Consider requiring user agents to calculate aria-level, aria-posinset, and aria-setsize when not declared by authors
The proposed comment role includes the following language:
If the author has not explicitly declared aria-level, aria-posinset, or aria-setsize for a comment element, user agents MUST automatically compute the missing values and expose them to assistive technologies.
Currently, ARIA does not include a normative requirement for computing these properties when they are used on elements with other roles that support them. For example, the definition of aria-level includes the following language:
If the DOM ancestry accurately represents the level, the user agent can calculate the level of an item from the document structure. This attribute can be used to provide an explicit indication of the level when that is not possible to calculate from the document structure or the aria-owns attribute. User agent support for automatic calculation of level may vary; authors SHOULD test with user agents and assistive technologies to determine whether this attribute is needed. If the author intends for the user agent to calculate the level, the author SHOULD omit this attribute.
So, user agents are explicitly given a pass here. Let's consider changing this language to require calculation.
I'm all for it. But for role=heading this seems awfully close to the HTML5 Document Outline.
aria-level is required on role=heading so this wouldn't apply there. If it is missing the error-correction technique is to supply aria-level=2
Ah, my (lucky) mistake - thanks for reminding me, @jnurthen!
aria-level is required on role=heading so this wouldn't apply there. If it is missing the error-correction technique is to supply aria-level=2
So the wording for requiring user agents to calculate aria-level will need to specifically mention not calculating on roles where it's a required attribute.
Related: There's already some language in Core-AAM: https://w3c.github.io/core-aam/#mapping_additional_position
Proposal: Because calculating these things is NOT platform-specific mappings, the text belongs in the ARIA spec rather than the Core-AAM (imho). Therefore, it might make sense to use the wording there as a starting point to fix this issue for the ARIA spec. Having done so (and gotten it landed in the ARIA spec), then do a pull request to remove the language from the Core-AAM.
@sinabahram will this be done in time for 1.3?
I'm very sorry, but probably not. Personal and work is absolutely ridiculous right now. Again, apologies.
VoiceOver assumes no level on headings when not supplied by an author, and just speaks "heading" not the more verbose "heading level 0" or the arbitrary "heading level 2." I would recommend against advising AT to verbosely convey info that the author may not have intended.
@cookiecrook but aria-level is required on role heading, so that would be an authoring error.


● **Exercise details**:
Find how many lines in the data below include the word "this", then write only that number.

Top of The data

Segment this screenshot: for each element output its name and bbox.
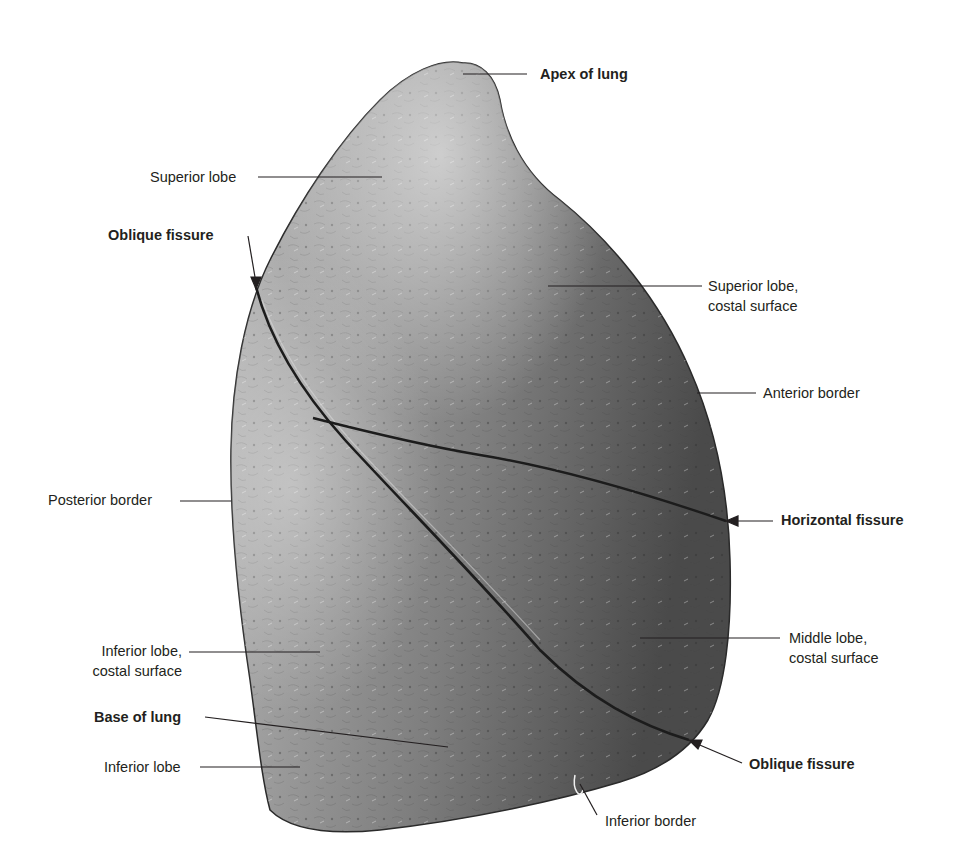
label-line-1: Superior lobe, [708, 276, 798, 296]
lung-illustration [0, 0, 965, 866]
label-line-1: Inferior lobe, [70, 641, 182, 661]
label-inferior-border: Inferior border [605, 811, 696, 831]
lung-diagram: Apex of lung Superior lobe Oblique fissu… [0, 0, 965, 866]
label-inferior-lobe: Inferior lobe [104, 757, 181, 777]
label-apex-of-lung: Apex of lung [540, 64, 628, 84]
label-anterior-border: Anterior border [763, 383, 860, 403]
label-line-2: costal surface [708, 296, 798, 316]
label-oblique-fissure-top: Oblique fissure [108, 225, 214, 245]
label-middle-lobe-costal-surface: Middle lobe, costal surface [789, 628, 878, 668]
label-posterior-border: Posterior border [48, 490, 152, 510]
label-line-2: costal surface [789, 648, 878, 668]
label-line-2: costal surface [70, 661, 182, 681]
label-horizontal-fissure: Horizontal fissure [781, 510, 903, 530]
label-inferior-lobe-costal-surface: Inferior lobe, costal surface [70, 641, 182, 681]
label-superior-lobe-costal-surface: Superior lobe, costal surface [708, 276, 798, 316]
label-superior-lobe: Superior lobe [150, 167, 236, 187]
label-oblique-fissure-bottom: Oblique fissure [749, 754, 855, 774]
label-base-of-lung: Base of lung [94, 707, 181, 727]
label-line-1: Middle lobe, [789, 628, 878, 648]
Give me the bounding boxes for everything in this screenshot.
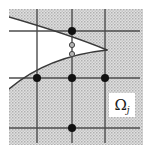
figure-canvas: Ωj xyxy=(0,0,152,155)
node-filled-mid-right xyxy=(101,74,109,82)
node-filled-bottom xyxy=(68,124,76,132)
omega-symbol: Ω xyxy=(114,98,126,113)
figure-svg xyxy=(0,0,152,155)
node-filled-mid-left xyxy=(33,74,41,82)
omega-subscript: j xyxy=(127,106,130,117)
omega-subdomain-label: Ωj xyxy=(109,93,135,117)
node-open-upper-crossing xyxy=(69,42,74,47)
node-open-lower-crossing xyxy=(69,51,74,56)
node-filled-top xyxy=(68,27,76,35)
node-filled-mid-center xyxy=(68,74,76,82)
domain-group xyxy=(9,9,143,145)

Bottom of The data

● **Answer section**:
2